The blind receive their sight, says Jesus. Perhaps he is talking not only about literal, physical blindness. What blinds us? What false values, what worn-out suppositions, what past experiences and hurts prevent us from seeing anew? What would it be like to see things differently? Is there something which you’ve always seen and understood in one way that might benefit from another look? Is there something to which you’ve never paid attention that’s calling you to move in for a close-up view?

The lame walk, Jesus tells John. Again, let’s go beyond the literal. What hobbles us? Where do brambles and fallen trees block our path to some place we’ve not been before? Where have we built fences which we now need to take down? Walking involves a complex set of physical interactions which most of us are able to take for granted most of the time: a sense of balance, the co-ordination of muscles and tendons and bones, some strength, some flexibility. If any one of those things gets out of whack, we’re slowed way down, perhaps even stopped altogether. What do we need to tend to in order to be healed of lameness?
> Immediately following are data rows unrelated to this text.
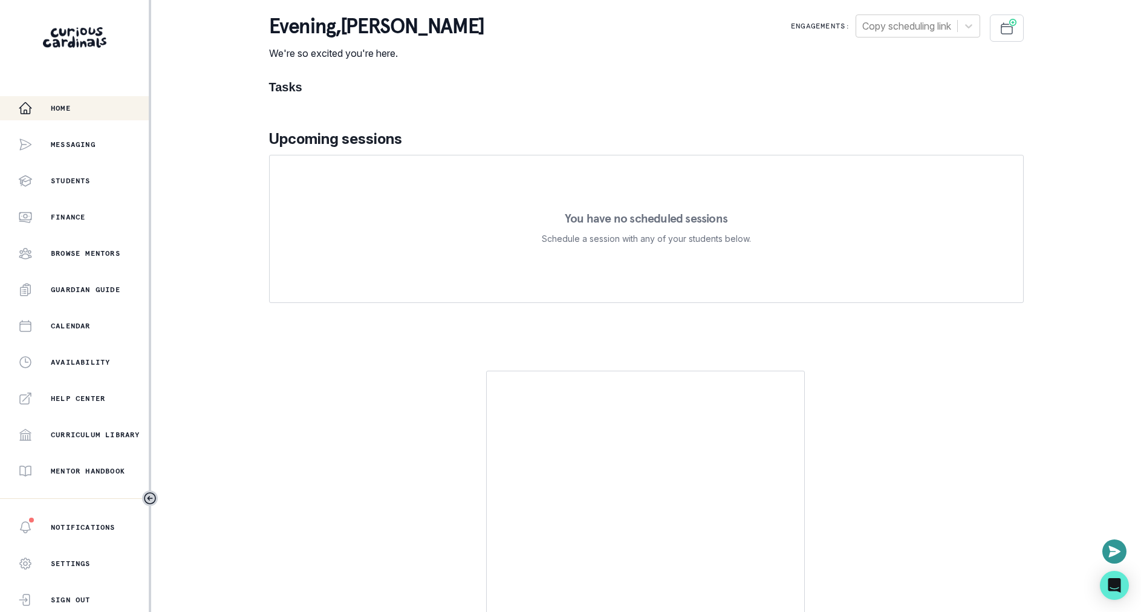  I want to click on div: Open Intercom Messenger, so click(1114, 585).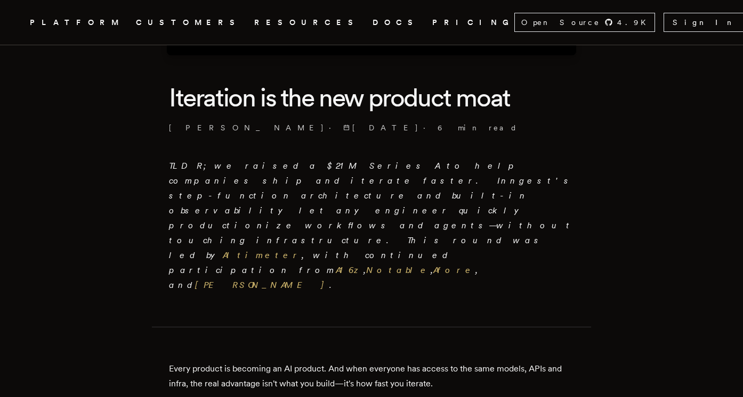 The image size is (743, 397). What do you see at coordinates (396, 22) in the screenshot?
I see `a: DOCS` at bounding box center [396, 22].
The lepers are cleansed. One of the biggest challenges of leprosy in the ancient world was the isolation it imposed upon people. In today’s world, too. True enough, we are unlikely to encounter people suffering from leprosy in our daily lives in northern Ohio. But do we encounter others who have become invisible to us? Have we excluded others in some ways? Of whom we are fearful? And do our resistance and fears in turn isolate us? How might we begin to understand others as people cleansed by God’s love? How might we look for Jesus among the ill and the infirm?

Jesus says that the deaf hear. Hmm, what have we missed lately? When have we failed to listen? Then holidays are prime time for what we might call “failure to hear.” We all have expectations for how events should unfold, expectations that sometimes render us completely deaf to new circumstances and new needs. And even in the most ordinary of times and situations, study after study tells us that listening is a skill we fail to practice. Let’s be honest: How many times are we “listening” – by which we mean waiting for a chance to jump in to tell our own story or to voice our own opinion? What if we decided that learning to listen well might be one of the best ways by which we could show the presence of Christ to others?
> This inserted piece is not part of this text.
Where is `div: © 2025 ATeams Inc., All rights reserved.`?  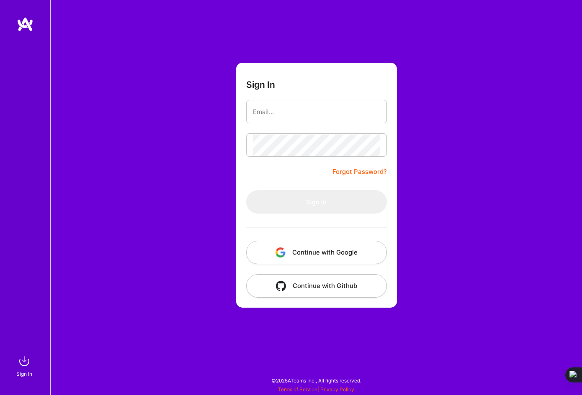
div: © 2025 ATeams Inc., All rights reserved. is located at coordinates (316, 381).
The dead are raised, proclaims Jesus. Now, that’s a tough one. In literal terms, who does Jesus raise during his human walk among us? A very few people. But perhaps we need to look at the phrase more expansively. What in us has been deadened, flattened? Where have we become incapable of response, of love? What in us needs to open up, flower into new creativity, be raised anew? Within ourselves? In our personal relationships and friendships? At work? In church? Where is Jesus working to bring forth new life and inviting us to participate in what he wants to accomplish?

The poor have good news brought to them. Are we among the poor? You’ve got this turned around you may be saying to me by now. We are Christ’s church. We need to bring good news to the poor, in the form of both warm blankets for these bitter nights and the warm message of salvation. All true. But let’s humble ourselves a little bit and think: where are we impoverished? Where are we limited? Where is good news being brought to us in ways that will enrich us – not in terms of material wealth, but in ways that will enable us better to show Christ’s love to a broken world?
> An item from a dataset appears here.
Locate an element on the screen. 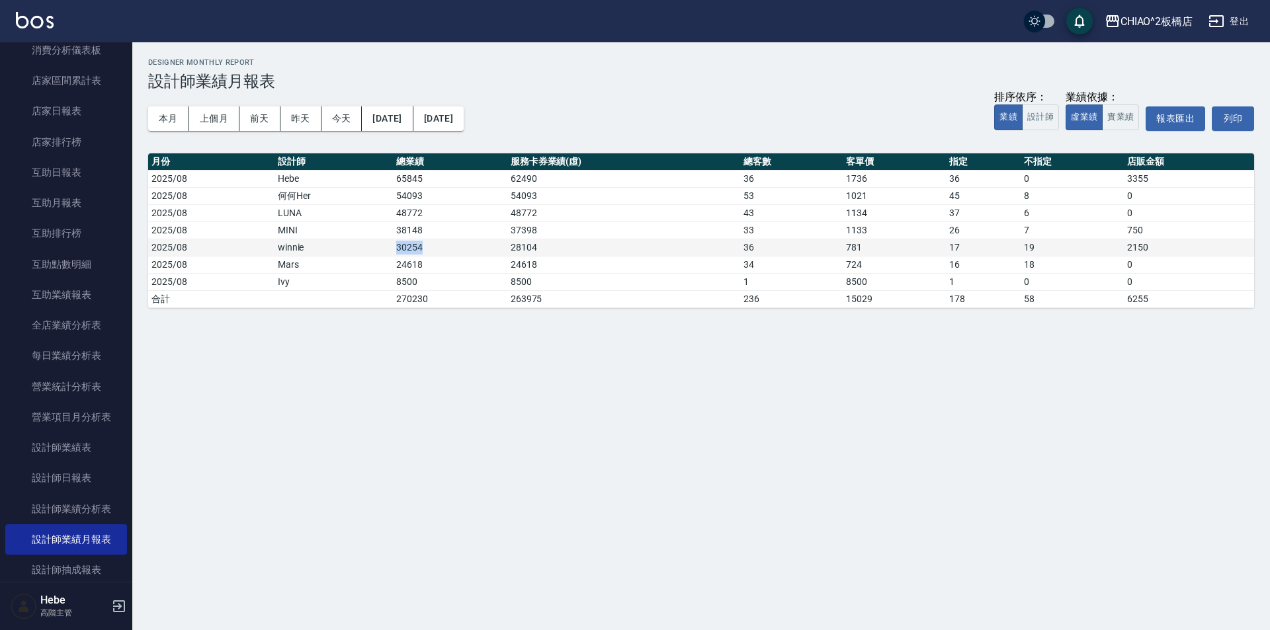  th: 指定 is located at coordinates (983, 162).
Old Testament scholar Walter Brueggemann tells us that our God is not a God of scarcity, but a God of abundance. Abundance! Walter Brueggemann tells us that because it’s true, because it’s reflected in these very words of Jesus. Whether as individuals or as a church, we are not called to be fearful or unwilling. We are not called to be people of limitation, impoverished by past disappointments, hesitantly creeping along well known paths.

We are called to be people of vision. We are called to walk forward in confidence. We are called to break down the walls of resistance that isolate us from one another. We are called to hear something new. We are called to new ideas, new approaches, new hope, new life. We are called to the riches of the Kingdom of God.